Applied Mathematics and Computation SeminarHierarchical Pattern Discovery in Many-Body Complex Stochastic SystemsMarkos Katsoulakis, UMass Amherst
We develop a hierarchical approach for pattern discovery in many-body
stochastic systems, motivated by challenges in guiding engineering tasks
in nanopattern formation in
heteroepitaxial processes. Patterns in such systems have rich
morphologies at mesoscales that change dramatically as control
parameters vary; typically they form as a result of microscopic particle
dynamics in a complex landscape, in the presence of stochastic
fluctuations.
Developing a complete understanding of the pattern formation mechanisms
as functions of the control parameters of the system is a vast computational
challenge which is currently intractable with conventional Kinetic Monte Carlo methods. Here we
present hierarchical strategies towards this "systems' task" goal by combining mesoscopic PDE
and Coarse-Grained Monte Carlo (CGMC) approximations of KMC algorithms that we have developed in earlier work. More precisely, (i) we employ deterministic mesoscopic PDE as means to obtain an approximate (and in principle rather crude) phase diagram of the system; subsequently, (ii)
we employ adaptive CGMC at selected regions of the approximate phase diagram in order to
refine it by including interactions and fluctuations properly. Our adaptivity framework allows
us to obtain accurate and near-optimal coarse-grainings for each parameter regime, ensuring
proper "knowledge representation"-in an information theory sense-of the complex system for
the desired observables, e.g., spatial correlations, power spectra or scaling laws. In turn such
tools can be also used in model reduction and control of the underlying complex systems.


**YOUR TASK**.
Find the string "name" in the data, then copy every line where it is found.

**PROVIDED DATA**.
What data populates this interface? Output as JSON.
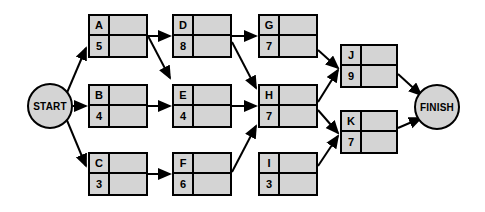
{
  "diagram": {
    "type": "project-network-diagram",
    "background_color": "#ffffff",
    "node_fill_color": "#d4d4d4",
    "node_border_color": "#000000",
    "edge_color": "#000000"
  },
  "terminals": [
    {
      "key": "START",
      "label": "START",
      "cx": 50,
      "cy": 106,
      "r": 23
    },
    {
      "key": "FINISH",
      "label": "FINISH",
      "cx": 437,
      "cy": 107,
      "r": 23
    }
  ],
  "nodes": [
    {
      "key": "A",
      "id": "A",
      "duration": "5",
      "es": "",
      "ef": "",
      "x": 88,
      "y": 14,
      "w": 60,
      "h": 44
    },
    {
      "key": "B",
      "id": "B",
      "duration": "4",
      "es": "",
      "ef": "",
      "x": 88,
      "y": 84,
      "w": 60,
      "h": 44
    },
    {
      "key": "C",
      "id": "C",
      "duration": "3",
      "es": "",
      "ef": "",
      "x": 88,
      "y": 152,
      "w": 60,
      "h": 44
    },
    {
      "key": "D",
      "id": "D",
      "duration": "8",
      "es": "",
      "ef": "",
      "x": 172,
      "y": 14,
      "w": 60,
      "h": 44
    },
    {
      "key": "E",
      "id": "E",
      "duration": "4",
      "es": "",
      "ef": "",
      "x": 172,
      "y": 84,
      "w": 60,
      "h": 44
    },
    {
      "key": "F",
      "id": "F",
      "duration": "6",
      "es": "",
      "ef": "",
      "x": 172,
      "y": 152,
      "w": 60,
      "h": 44
    },
    {
      "key": "G",
      "id": "G",
      "duration": "7",
      "es": "",
      "ef": "",
      "x": 258,
      "y": 14,
      "w": 60,
      "h": 44
    },
    {
      "key": "H",
      "id": "H",
      "duration": "7",
      "es": "",
      "ef": "",
      "x": 258,
      "y": 84,
      "w": 60,
      "h": 44
    },
    {
      "key": "I",
      "id": "I",
      "duration": "3",
      "es": "",
      "ef": "",
      "x": 258,
      "y": 152,
      "w": 60,
      "h": 44
    },
    {
      "key": "J",
      "id": "J",
      "duration": "9",
      "es": "",
      "ef": "",
      "x": 340,
      "y": 44,
      "w": 58,
      "h": 44
    },
    {
      "key": "K",
      "id": "K",
      "duration": "7",
      "es": "",
      "ef": "",
      "x": 340,
      "y": 110,
      "w": 58,
      "h": 44
    }
  ],
  "edges": [
    {
      "from": "START",
      "to": "A",
      "x1": 66,
      "y1": 95,
      "x2": 86,
      "y2": 48
    },
    {
      "from": "START",
      "to": "B",
      "x1": 73,
      "y1": 106,
      "x2": 86,
      "y2": 106
    },
    {
      "from": "START",
      "to": "C",
      "x1": 66,
      "y1": 118,
      "x2": 86,
      "y2": 166
    },
    {
      "from": "A",
      "to": "D",
      "x1": 148,
      "y1": 36,
      "x2": 170,
      "y2": 36
    },
    {
      "from": "A",
      "to": "E",
      "x1": 148,
      "y1": 36,
      "x2": 170,
      "y2": 78
    },
    {
      "from": "B",
      "to": "E",
      "x1": 148,
      "y1": 106,
      "x2": 170,
      "y2": 106
    },
    {
      "from": "C",
      "to": "F",
      "x1": 148,
      "y1": 174,
      "x2": 170,
      "y2": 174
    },
    {
      "from": "D",
      "to": "G",
      "x1": 232,
      "y1": 36,
      "x2": 256,
      "y2": 36
    },
    {
      "from": "D",
      "to": "H",
      "x1": 232,
      "y1": 42,
      "x2": 256,
      "y2": 88
    },
    {
      "from": "E",
      "to": "H",
      "x1": 232,
      "y1": 106,
      "x2": 256,
      "y2": 106
    },
    {
      "from": "F",
      "to": "H",
      "x1": 232,
      "y1": 172,
      "x2": 256,
      "y2": 126
    },
    {
      "from": "G",
      "to": "J",
      "x1": 318,
      "y1": 50,
      "x2": 338,
      "y2": 68
    },
    {
      "from": "H",
      "to": "J",
      "x1": 318,
      "y1": 102,
      "x2": 338,
      "y2": 70
    },
    {
      "from": "H",
      "to": "K",
      "x1": 318,
      "y1": 110,
      "x2": 338,
      "y2": 133
    },
    {
      "from": "I",
      "to": "K",
      "x1": 318,
      "y1": 166,
      "x2": 338,
      "y2": 136
    },
    {
      "from": "J",
      "to": "FINISH",
      "x1": 398,
      "y1": 74,
      "x2": 421,
      "y2": 95
    },
    {
      "from": "K",
      "to": "FINISH",
      "x1": 398,
      "y1": 128,
      "x2": 421,
      "y2": 118
    }
  ]
}
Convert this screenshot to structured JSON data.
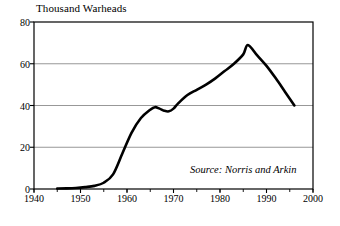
{
  "chart_data": {
    "type": "line",
    "title": "",
    "ylabel": "Thousand Warheads",
    "xlabel": "",
    "xlim": [
      1940,
      2000
    ],
    "ylim": [
      0,
      80
    ],
    "grid": true,
    "legend_position": "none",
    "yticks": [
      0,
      20,
      40,
      60,
      80
    ],
    "xticks": [
      1940,
      1950,
      1960,
      1970,
      1980,
      1990,
      2000
    ],
    "xtick_labels": [
      "1940",
      "1950",
      "1960",
      "1970",
      "1980",
      "1990",
      "2000"
    ],
    "ytick_labels": [
      "0",
      "20",
      "40",
      "60",
      "80"
    ],
    "x_minor_tick_step": 5,
    "annotation": "Source: Norris and Arkin",
    "series": [
      {
        "name": "Total nuclear warheads",
        "color": "#000000",
        "x": [
          1945,
          1947,
          1949,
          1951,
          1953,
          1955,
          1957,
          1959,
          1961,
          1963,
          1965,
          1966,
          1967,
          1968,
          1969,
          1970,
          1971,
          1973,
          1975,
          1977,
          1979,
          1981,
          1983,
          1985,
          1986,
          1988,
          1990,
          1992,
          1994,
          1996
        ],
        "values": [
          0.2,
          0.3,
          0.5,
          0.9,
          1.5,
          3.0,
          7.0,
          17.0,
          27.0,
          34.0,
          38.0,
          39.2,
          38.5,
          37.5,
          37.2,
          38.5,
          41.0,
          45.0,
          47.5,
          50.0,
          53.0,
          56.5,
          60.0,
          64.5,
          69.0,
          64.0,
          59.0,
          53.0,
          46.5,
          40.0
        ]
      }
    ]
  },
  "figure": {
    "plot_area": {
      "left": 34,
      "top": 22,
      "right": 313,
      "bottom": 189
    },
    "frame_color": "#000000",
    "grid_color": "#8c8c8c",
    "background": "#ffffff"
  }
}
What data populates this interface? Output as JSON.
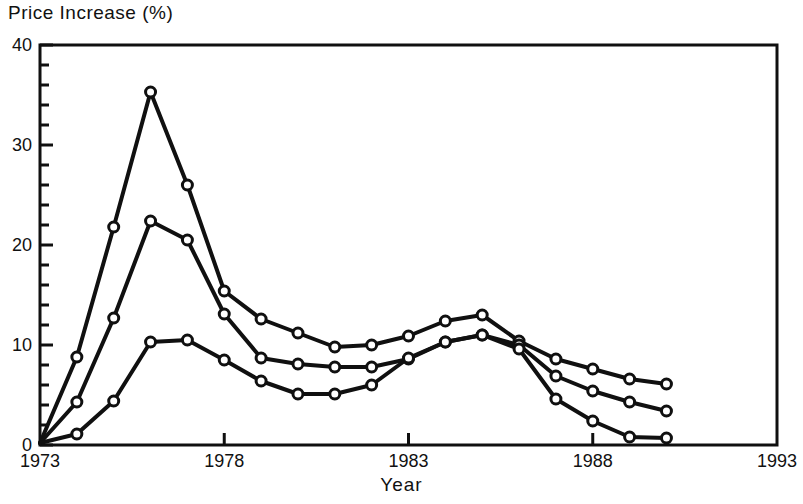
{
  "chart_data": {
    "type": "line",
    "title": "",
    "ylabel": "Price Increase (%)",
    "xlabel": "Year",
    "xlim": [
      1973,
      1993
    ],
    "ylim": [
      0,
      40
    ],
    "grid": false,
    "legend": "none",
    "x_ticks": [
      "1973",
      "1978",
      "1983",
      "1988",
      "1993"
    ],
    "x_tick_values": [
      1973,
      1978,
      1983,
      1988,
      1993
    ],
    "y_ticks": [
      "0",
      "10",
      "20",
      "30",
      "40"
    ],
    "y_tick_values": [
      0,
      10,
      20,
      30,
      40
    ],
    "y_minor_step": 2,
    "marker": "open-circle",
    "x": [
      1973,
      1974,
      1975,
      1976,
      1977,
      1978,
      1979,
      1980,
      1981,
      1982,
      1983,
      1984,
      1985,
      1986,
      1987,
      1988,
      1989,
      1990
    ],
    "series": [
      {
        "name": "series-upper",
        "values": [
          0.2,
          8.8,
          21.8,
          35.3,
          26.0,
          15.4,
          12.6,
          11.2,
          9.8,
          10.0,
          10.9,
          12.4,
          13.0,
          10.4,
          8.6,
          7.6,
          6.6,
          6.1
        ]
      },
      {
        "name": "series-middle",
        "values": [
          0.2,
          4.3,
          12.7,
          22.4,
          20.5,
          13.1,
          8.7,
          8.1,
          7.8,
          7.8,
          8.6,
          10.3,
          11.0,
          10.0,
          6.9,
          5.4,
          4.3,
          3.4
        ]
      },
      {
        "name": "series-lower",
        "values": [
          0.2,
          1.1,
          4.4,
          10.3,
          10.5,
          8.5,
          6.4,
          5.1,
          5.1,
          6.0,
          8.7,
          10.3,
          11.0,
          9.6,
          4.6,
          2.4,
          0.8,
          0.7
        ]
      }
    ],
    "style": {
      "line_color": "#101010",
      "marker_fill": "#ffffff",
      "axis_color": "#101010",
      "background": "#ffffff",
      "line_width": 4,
      "marker_radius": 5
    }
  },
  "plot_geometry": {
    "left": 40,
    "right": 777,
    "top": 45,
    "bottom": 445
  }
}
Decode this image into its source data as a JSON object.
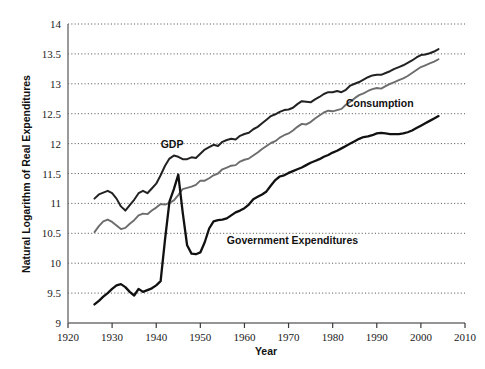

**RESPONSE**.
        "name": "Total nuclear warheads",
        "name": "series-upper",
        "name": "series-middle",
        "name": "series-lower",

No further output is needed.